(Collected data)
--------------------

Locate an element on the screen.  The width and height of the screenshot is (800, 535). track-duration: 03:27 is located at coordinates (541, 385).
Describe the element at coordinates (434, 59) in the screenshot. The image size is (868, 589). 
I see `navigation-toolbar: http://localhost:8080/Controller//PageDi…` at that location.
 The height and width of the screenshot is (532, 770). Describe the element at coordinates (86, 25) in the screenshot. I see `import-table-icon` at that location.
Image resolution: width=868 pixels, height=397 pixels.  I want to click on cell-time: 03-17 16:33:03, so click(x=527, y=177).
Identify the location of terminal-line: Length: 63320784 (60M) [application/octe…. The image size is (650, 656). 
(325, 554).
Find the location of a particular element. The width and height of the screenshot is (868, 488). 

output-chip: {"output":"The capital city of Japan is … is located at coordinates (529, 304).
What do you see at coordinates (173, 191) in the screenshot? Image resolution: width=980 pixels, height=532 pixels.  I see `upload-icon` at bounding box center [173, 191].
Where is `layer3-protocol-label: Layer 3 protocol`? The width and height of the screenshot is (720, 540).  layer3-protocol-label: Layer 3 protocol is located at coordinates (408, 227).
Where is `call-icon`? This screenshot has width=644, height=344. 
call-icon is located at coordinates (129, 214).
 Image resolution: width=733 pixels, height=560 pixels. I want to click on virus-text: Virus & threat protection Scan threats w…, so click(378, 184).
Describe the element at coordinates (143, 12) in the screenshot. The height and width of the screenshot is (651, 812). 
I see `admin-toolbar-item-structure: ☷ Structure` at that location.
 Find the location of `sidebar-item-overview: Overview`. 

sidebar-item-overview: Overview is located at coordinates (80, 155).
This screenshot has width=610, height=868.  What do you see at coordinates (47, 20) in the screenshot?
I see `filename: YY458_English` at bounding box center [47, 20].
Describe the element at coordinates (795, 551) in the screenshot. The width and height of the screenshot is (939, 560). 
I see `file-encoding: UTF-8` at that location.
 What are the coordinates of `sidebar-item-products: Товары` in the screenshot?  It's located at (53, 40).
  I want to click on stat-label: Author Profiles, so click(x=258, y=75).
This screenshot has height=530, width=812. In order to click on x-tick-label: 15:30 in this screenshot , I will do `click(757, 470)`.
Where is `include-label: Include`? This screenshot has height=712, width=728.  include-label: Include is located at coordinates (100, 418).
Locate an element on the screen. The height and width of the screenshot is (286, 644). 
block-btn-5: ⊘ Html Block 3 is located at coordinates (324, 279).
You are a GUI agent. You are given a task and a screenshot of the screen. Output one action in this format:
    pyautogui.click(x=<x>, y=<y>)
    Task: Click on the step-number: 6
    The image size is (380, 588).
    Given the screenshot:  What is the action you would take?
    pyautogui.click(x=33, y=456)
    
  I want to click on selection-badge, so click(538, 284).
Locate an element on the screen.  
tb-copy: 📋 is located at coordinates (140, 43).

--------------------

(TASK REQUIREMENTS) Reprint every entry exactly.

(SOLUTION FOR THIS PROBLEM)
Locate an element on the screen.  The width and height of the screenshot is (800, 535). track-duration: 03:27 is located at coordinates (541, 385).
Describe the element at coordinates (434, 59) in the screenshot. The image size is (868, 589). 
I see `navigation-toolbar: http://localhost:8080/Controller//PageDi…` at that location.
 The height and width of the screenshot is (532, 770). Describe the element at coordinates (86, 25) in the screenshot. I see `import-table-icon` at that location.
Image resolution: width=868 pixels, height=397 pixels.  I want to click on cell-time: 03-17 16:33:03, so click(x=527, y=177).
Identify the location of terminal-line: Length: 63320784 (60M) [application/octe…. The image size is (650, 656). 
(325, 554).
Find the location of a particular element. The width and height of the screenshot is (868, 488). 

output-chip: {"output":"The capital city of Japan is … is located at coordinates (529, 304).
What do you see at coordinates (173, 191) in the screenshot? Image resolution: width=980 pixels, height=532 pixels.  I see `upload-icon` at bounding box center [173, 191].
Where is `layer3-protocol-label: Layer 3 protocol`? The width and height of the screenshot is (720, 540).  layer3-protocol-label: Layer 3 protocol is located at coordinates (408, 227).
Where is `call-icon`? This screenshot has width=644, height=344. 
call-icon is located at coordinates (129, 214).
 Image resolution: width=733 pixels, height=560 pixels. I want to click on virus-text: Virus & threat protection Scan threats w…, so click(378, 184).
Describe the element at coordinates (143, 12) in the screenshot. The height and width of the screenshot is (651, 812). 
I see `admin-toolbar-item-structure: ☷ Structure` at that location.
 Find the location of `sidebar-item-overview: Overview`. 

sidebar-item-overview: Overview is located at coordinates (80, 155).
This screenshot has width=610, height=868.  What do you see at coordinates (47, 20) in the screenshot?
I see `filename: YY458_English` at bounding box center [47, 20].
Describe the element at coordinates (795, 551) in the screenshot. The width and height of the screenshot is (939, 560). 
I see `file-encoding: UTF-8` at that location.
 What are the coordinates of `sidebar-item-products: Товары` in the screenshot?  It's located at (53, 40).
  I want to click on stat-label: Author Profiles, so click(x=258, y=75).
This screenshot has height=530, width=812. In order to click on x-tick-label: 15:30 in this screenshot , I will do `click(757, 470)`.
Where is `include-label: Include`? This screenshot has height=712, width=728.  include-label: Include is located at coordinates (100, 418).
Locate an element on the screen. The height and width of the screenshot is (286, 644). 
block-btn-5: ⊘ Html Block 3 is located at coordinates (324, 279).
You are a GUI agent. You are given a task and a screenshot of the screen. Output one action in this format:
    pyautogui.click(x=<x>, y=<y>)
    Task: Click on the step-number: 6
    The image size is (380, 588).
    Given the screenshot:  What is the action you would take?
    pyautogui.click(x=33, y=456)
    
  I want to click on selection-badge, so click(538, 284).
Locate an element on the screen.  
tb-copy: 📋 is located at coordinates (140, 43).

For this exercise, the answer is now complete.